9th Circuit: World's Oldest Profession Must Limit Ads

By Tanya Roth, Esq. on March 17, 2010 | Last updated on March 21, 2019

The folks on the 9th Circuit Court of Appeals must have enjoyed this one, it's not every day you can sink your teeth into a good fight involving both the First Amendment and the World's Oldest Profession. Well, not unless Larry Flynt's in court. MSNBC reports that on Thursday, the Court of Appeals decided that the brothels of Nevada were not permitted to advertise their goods and services outside of the counties in the state where prostitution is legal.

Despite urban legend to the contrary, prostitution is legal only in certain counties in Nevada. Please note that this does not include Clark County, where Las Vegas is located. According to MSNBC, the plaintiffs in this case were the owners of the Shady Lady Ranch, the newspapers The High Desert Advocate and Las Vegas City Life, and the ACLU. The lower court in the case found for Shady and friends, holding the law restricting brothel ads to the counties were prostitution is legal to be overbroad and vague as written. The 9th Circuit Court of Appeals disagreed.

The court found that although prostitution is legal in some areas of Nevada, the state still has an interest in limiting the sale of sex through the use of licensing and restrictions on ads. Advertisements are considered "commercial speech" which receives a lower standard of First Amendment protection than other forms of speech (political, religious), so the state may limit this speech by merely proving that it has a substantial interest to protect by doing so.
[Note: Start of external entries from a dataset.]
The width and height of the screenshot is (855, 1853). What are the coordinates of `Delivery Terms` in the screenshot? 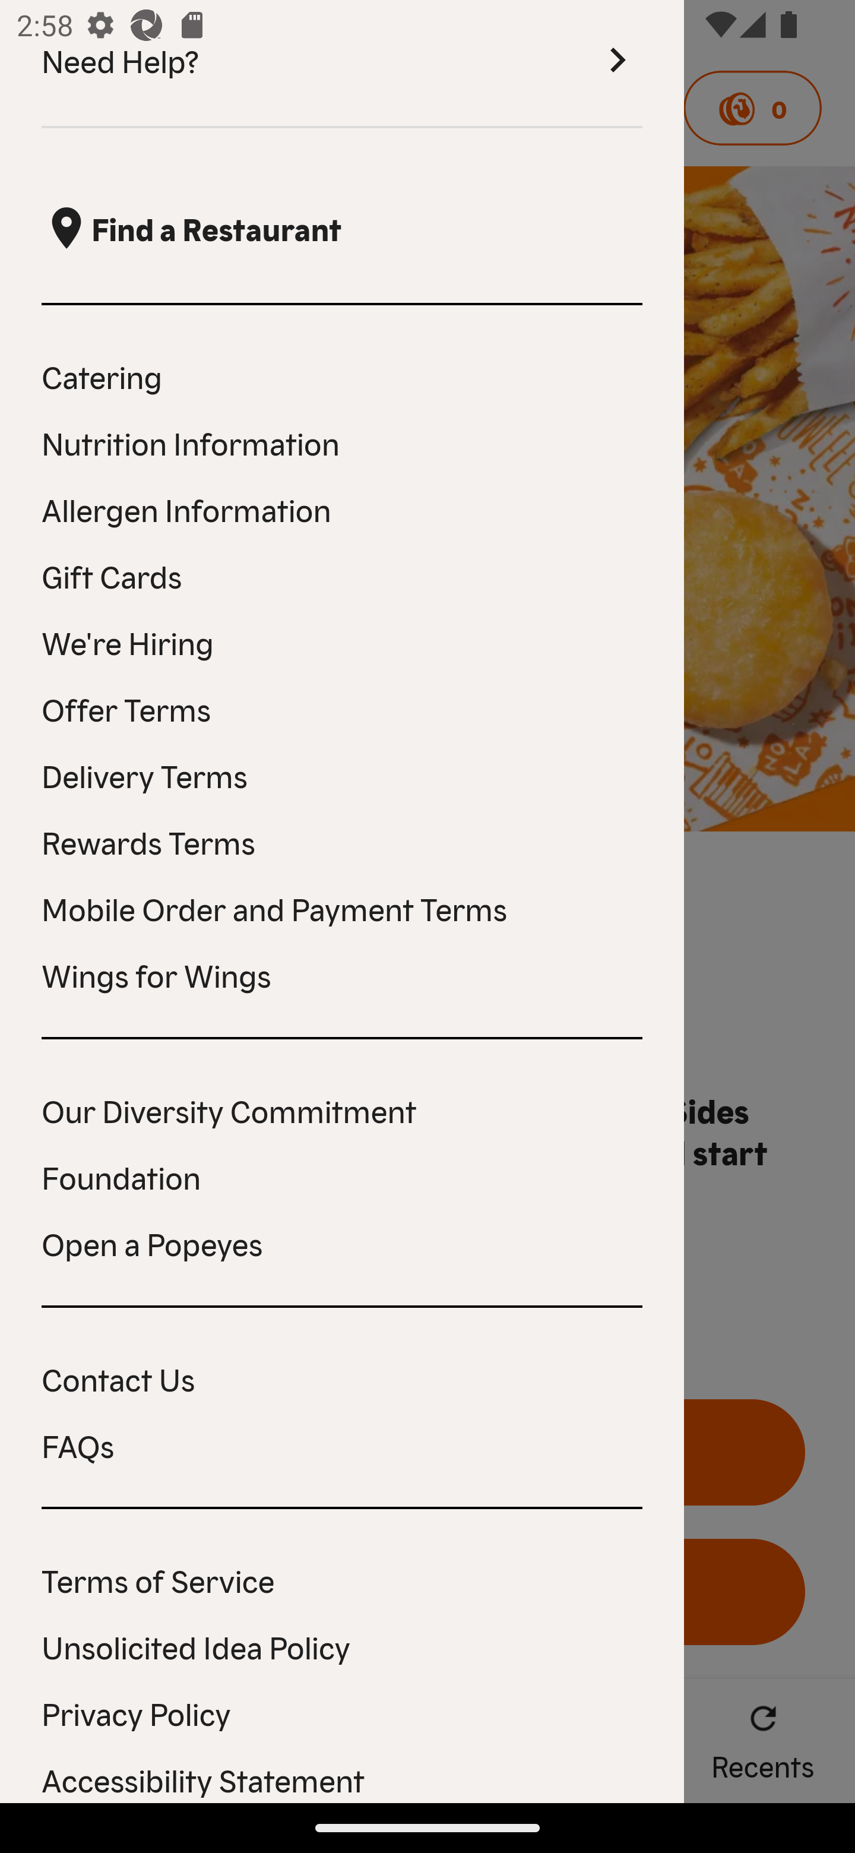 It's located at (342, 775).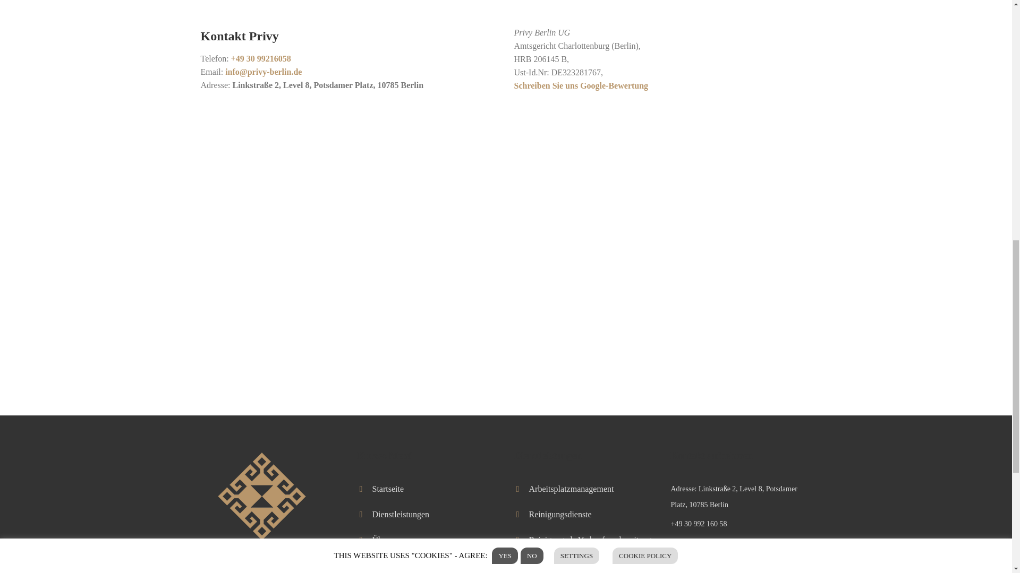  What do you see at coordinates (400, 515) in the screenshot?
I see `Dienstleistungen` at bounding box center [400, 515].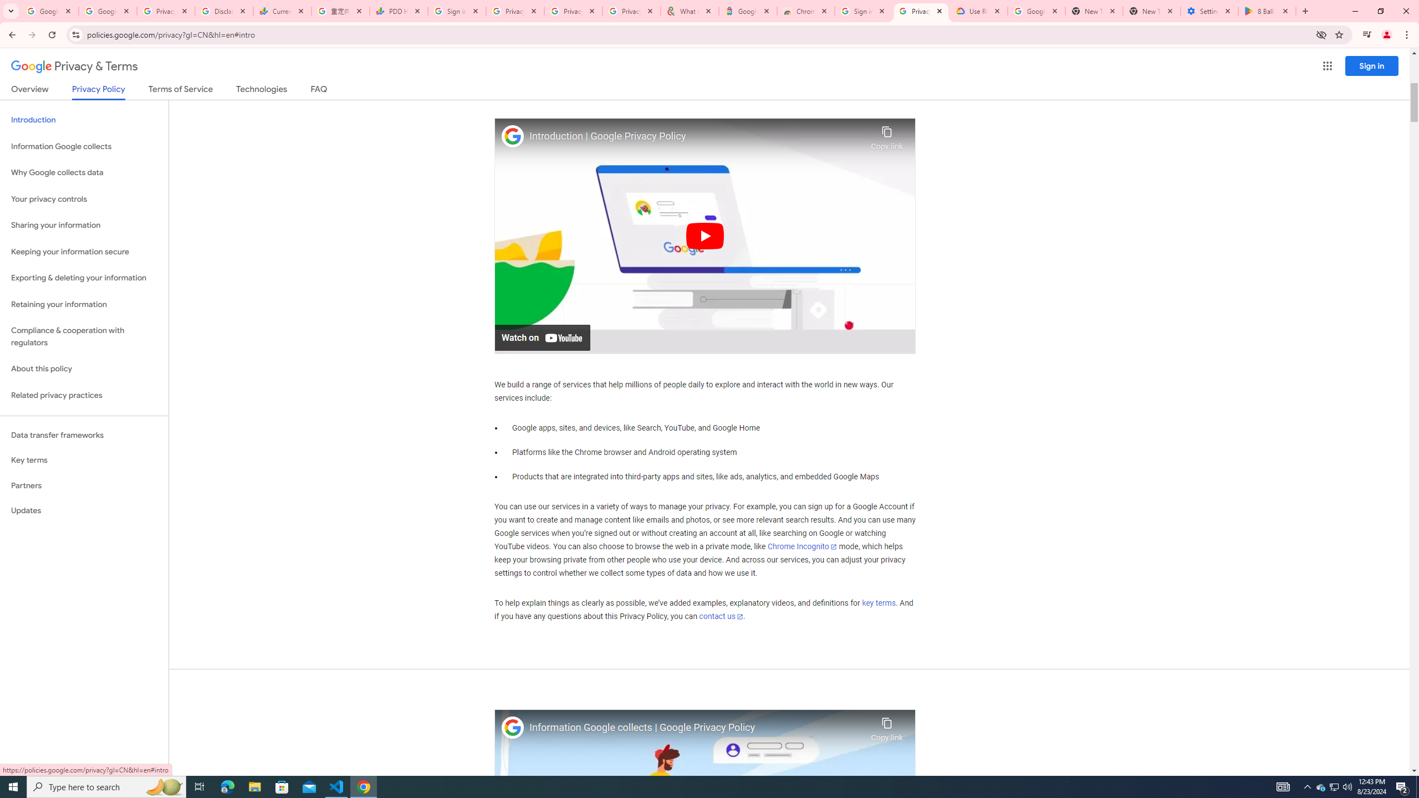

"The Nevada laws appropriately limited commercial speech," the 9th Circuit said. "We conclude that the interest in preventing the commodification of sex is substantial." It seems a bit late for that, but the Nevada Attorney General, Catherine Cortez Masto said the state's forty year history of limiting the ads is reasonable and should continue. "The circuit's decision proves there are different ways to deal with the issue without trampling on First Amendment rights," she said.

MSNBC reports ACLU attorney Allen Lichtenstein is considering appellate options. "It's a violation of the First Amendment for the state to restrict advertising by a legal industry, and it's wrong for a court to make exceptions because the state doesn't want to have it advertised that legalized prostitution exists," Lichtenstein said.

Lawyers know that all kinds of entertaining and interesting asides can be found in the footnotes of court decisions. As a final note, here is a fun fact excavated by the 9th Circuit and popped in to footnote 1 (p.3) of the Opinion. It seems that from 1980 until 2009, something known as "indoor prostitution" was legal in the state of Rhode Island. Was this just a mistake or a subtle acknowledgement by the Rhode Island lawmakers that it is just to cold in R.I. for that kind of outside activity? No matter what you might read into the law, it was amended last year to make all kinds of prostitution, indoors and out, illegal in the littlest state.